What is true is that the numbers make all the difference. There is a tipping point where the school cannot see to the needs of a wide range of students unless it is a huge school. 80% poor families and 20% middle/upper income families in a DCPS neighborhood middle school will not work very well for anyone in it. The motivated and/or middle class families need to outnumber the lower income families by quite a bit to make it viable. Mind you, I am specifically talking about DCPS with all of its budgetary and workforce constraints
Anonymous
Adding on that my discomfort with a low performing school is that it is . . . wait for it . . . low performing. It is not code for people of color. I am IB for Deal in an area that I think is unlikely to be redistricted, but I am still considering Latin and plan to tour this year (my oldest is in 3rd) and I think it's diversity is a positive and I like a lot of other attributes, including that it is high performing. DCPS is going to have to do something to make people WANT to send their kids there. And I am a PP that said (and mean) that I will move before I send my kids to a low performing school. Absent the zombie apocalypse, the city cannot make me and I am not alone.
Anonymous
Anonymous wrote:
Anonymous wrote:14:47 is dead on. School boundaries are not simply a race divide. In my experience as an E of the Park parent with kids both at a WoftheP DCPS and also a charter---middle and upper middle class AA parents are very resistant to sending their kids to poorly performing DCPS schools because of the fear of negative peer influences.

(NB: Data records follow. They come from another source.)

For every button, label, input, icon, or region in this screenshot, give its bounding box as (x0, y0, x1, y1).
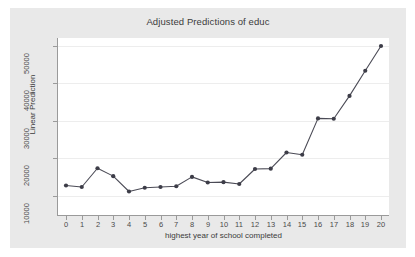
x-tick-label-17: 17 (326, 220, 342, 229)
x-tick-label-1: 1 (74, 220, 90, 229)
y-axis-title: Linear Prediction (28, 65, 37, 145)
graph-region: Adjusted Predictions of educ 50000 40000… (10, 8, 406, 248)
x-tick-label-20: 20 (373, 220, 389, 229)
y-axis-line (57, 38, 58, 216)
y-tick-label-10000: 10000 (22, 197, 31, 231)
plot-area (58, 38, 389, 215)
gridline-50000 (58, 46, 389, 47)
y-tick-30000 (53, 121, 57, 122)
x-tick-label-3: 3 (105, 220, 121, 229)
x-tick-label-2: 2 (90, 220, 106, 229)
x-tick-label-7: 7 (168, 220, 184, 229)
x-tick-label-18: 18 (342, 220, 358, 229)
x-tick-label-11: 11 (231, 220, 247, 229)
x-tick-label-12: 12 (247, 220, 263, 229)
gridline-10000 (58, 196, 389, 197)
x-tick-label-13: 13 (263, 220, 279, 229)
x-tick-label-5: 5 (137, 220, 153, 229)
x-axis-line (57, 215, 389, 216)
x-tick-label-14: 14 (279, 220, 295, 229)
y-tick-40000 (53, 83, 57, 84)
gridline-40000 (58, 83, 389, 84)
y-tick-20000 (53, 158, 57, 159)
x-tick-label-19: 19 (357, 220, 373, 229)
x-tick-label-15: 15 (294, 220, 310, 229)
gridline-20000 (58, 158, 389, 159)
x-tick-label-8: 8 (184, 220, 200, 229)
x-tick-label-10: 10 (216, 220, 232, 229)
x-tick-label-6: 6 (153, 220, 169, 229)
y-tick-label-20000: 20000 (22, 159, 31, 193)
x-tick-label-9: 9 (200, 220, 216, 229)
y-tick-50000 (53, 46, 57, 47)
x-tick-label-16: 16 (310, 220, 326, 229)
x-tick-label-4: 4 (121, 220, 137, 229)
y-tick-10000 (53, 196, 57, 197)
gridline-30000 (58, 121, 389, 122)
x-axis-title: highest year of school completed (58, 231, 389, 240)
screenshot-root: Adjusted Predictions of educ 50000 40000… (0, 0, 415, 257)
chart-title: Adjusted Predictions of educ (10, 16, 406, 27)
x-tick-label-0: 0 (58, 220, 74, 229)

Yes, for our AA HIH the fear is negative peer influences.


Same fear for whites.
Anonymous
Anonymous wrote:Adding on that my discomfort with a low performing school is that it is . . . wait for it . . . low performing. It is not code for people of color. I am IB for Deal in an area that I think is unlikely to be redistricted, but I am still considering Latin and plan to tour this year (my oldest is in 3rd) and I think it's diversity is a positive and I like a lot of other attributes, including that it is high performing. DCPS is going to have to do something to make people WANT to send their kids there. And I am a PP that said (and mean) that I will move before I send my kids to a low performing school. Absent the zombie apocalypse, the city cannot make me and I am not alone.


+1
Anonymous
Is it possible that current WofTP families that are east of Connecticur Ave, could get zoned into EofTP elementary schools?